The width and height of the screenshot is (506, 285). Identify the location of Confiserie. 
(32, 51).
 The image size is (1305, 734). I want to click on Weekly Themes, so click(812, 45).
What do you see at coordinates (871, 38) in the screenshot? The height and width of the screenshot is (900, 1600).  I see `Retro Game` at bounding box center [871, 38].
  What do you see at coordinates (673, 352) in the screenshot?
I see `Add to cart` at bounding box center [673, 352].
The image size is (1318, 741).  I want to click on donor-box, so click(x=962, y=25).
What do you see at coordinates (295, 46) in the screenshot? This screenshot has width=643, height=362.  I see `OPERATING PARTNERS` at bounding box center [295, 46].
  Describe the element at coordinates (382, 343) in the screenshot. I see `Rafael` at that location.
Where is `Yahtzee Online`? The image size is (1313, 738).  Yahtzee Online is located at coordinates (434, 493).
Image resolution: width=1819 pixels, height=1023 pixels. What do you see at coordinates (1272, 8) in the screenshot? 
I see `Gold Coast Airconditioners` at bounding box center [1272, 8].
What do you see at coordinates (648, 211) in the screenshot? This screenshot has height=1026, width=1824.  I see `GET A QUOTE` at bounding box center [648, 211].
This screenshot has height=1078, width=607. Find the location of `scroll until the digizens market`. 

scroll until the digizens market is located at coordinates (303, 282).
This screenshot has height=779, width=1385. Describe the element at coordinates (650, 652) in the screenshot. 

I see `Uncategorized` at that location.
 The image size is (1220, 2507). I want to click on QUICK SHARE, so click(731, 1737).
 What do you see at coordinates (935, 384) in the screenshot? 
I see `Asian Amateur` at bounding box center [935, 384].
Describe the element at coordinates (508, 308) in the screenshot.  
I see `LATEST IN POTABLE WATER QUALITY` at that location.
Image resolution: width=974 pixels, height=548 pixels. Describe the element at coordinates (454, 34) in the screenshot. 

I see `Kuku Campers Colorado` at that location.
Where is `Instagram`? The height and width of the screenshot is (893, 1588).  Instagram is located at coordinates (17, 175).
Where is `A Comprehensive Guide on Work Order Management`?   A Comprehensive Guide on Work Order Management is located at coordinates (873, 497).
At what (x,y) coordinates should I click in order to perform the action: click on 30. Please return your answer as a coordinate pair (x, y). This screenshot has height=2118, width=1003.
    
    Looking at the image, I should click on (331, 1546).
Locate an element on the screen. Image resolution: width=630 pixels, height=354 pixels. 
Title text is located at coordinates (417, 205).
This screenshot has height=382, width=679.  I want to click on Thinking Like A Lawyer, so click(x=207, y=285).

***

An exact transcription of the lines from the start of the listing through the line bearing "The image size is (1318, 741)." is the whole answer.

The width and height of the screenshot is (506, 285). Identify the location of Confiserie. 
(32, 51).
 The image size is (1305, 734). I want to click on Weekly Themes, so click(812, 45).
What do you see at coordinates (871, 38) in the screenshot? The height and width of the screenshot is (900, 1600).  I see `Retro Game` at bounding box center [871, 38].
  What do you see at coordinates (673, 352) in the screenshot?
I see `Add to cart` at bounding box center [673, 352].
The image size is (1318, 741).  I want to click on donor-box, so click(x=962, y=25).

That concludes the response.